A process of emerging
Our pathway to an Intentional Canada started with a formative but ultimately unsuccessful effort to mount a World Expo bid for 2030. That bid would have been located in Alberta, spanning the three main cities of Edmonton, Red Deer and Calgary, but was intended to draw connections to all parts of Canada — as did Expo ’67 and Expo ’86 for Montreal and Vancouver respectively.
As part of imagining a World Expo, we naturally were drawn to think about what such a global convening effort on that type of scale (40 million visitors) might accomplish for Canada, beyond the economic and political realms.

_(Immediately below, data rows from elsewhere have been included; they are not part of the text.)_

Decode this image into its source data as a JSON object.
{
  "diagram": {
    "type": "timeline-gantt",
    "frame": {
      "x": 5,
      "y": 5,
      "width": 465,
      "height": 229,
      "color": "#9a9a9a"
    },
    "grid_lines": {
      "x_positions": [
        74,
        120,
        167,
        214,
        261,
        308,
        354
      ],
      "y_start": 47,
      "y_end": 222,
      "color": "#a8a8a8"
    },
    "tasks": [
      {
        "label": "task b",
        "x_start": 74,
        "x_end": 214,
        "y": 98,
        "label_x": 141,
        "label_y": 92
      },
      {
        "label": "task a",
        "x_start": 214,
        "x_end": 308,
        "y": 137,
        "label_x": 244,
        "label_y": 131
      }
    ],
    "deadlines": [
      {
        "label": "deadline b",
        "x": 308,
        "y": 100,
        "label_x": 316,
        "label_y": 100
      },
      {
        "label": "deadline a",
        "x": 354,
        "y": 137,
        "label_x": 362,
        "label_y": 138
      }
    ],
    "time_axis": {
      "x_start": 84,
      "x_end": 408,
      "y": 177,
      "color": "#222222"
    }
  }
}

Although not always recognized as such, Expo ’67 occurring amidst Centennial celebrations brought the world’s attention to Canada’s shameful policies on things like residential schools, albeit much too slowly. Through the (then) discordant inclusion of the “Indians of Canada” pavilion, which sat apart from the main Canada pavilion, Indigenous Peoples were able to talk to the world and one another about issues that were only starting to enter broader public consciousness at home.
Given the efforts of reconciliation around these policies in our time, we wondered how a central theme for an Intentional Canada within the World Expo bid might catalyze public debate about what we actually wanted Canada to become in the decade leading up to 2030 and beyond, versus simply accepting what it had become or making small, incremental improvements.
With our World Expo bid shut down, we didn’t want to lose that intellectual and emotional energy about designing a better future: Intentional Canada was born.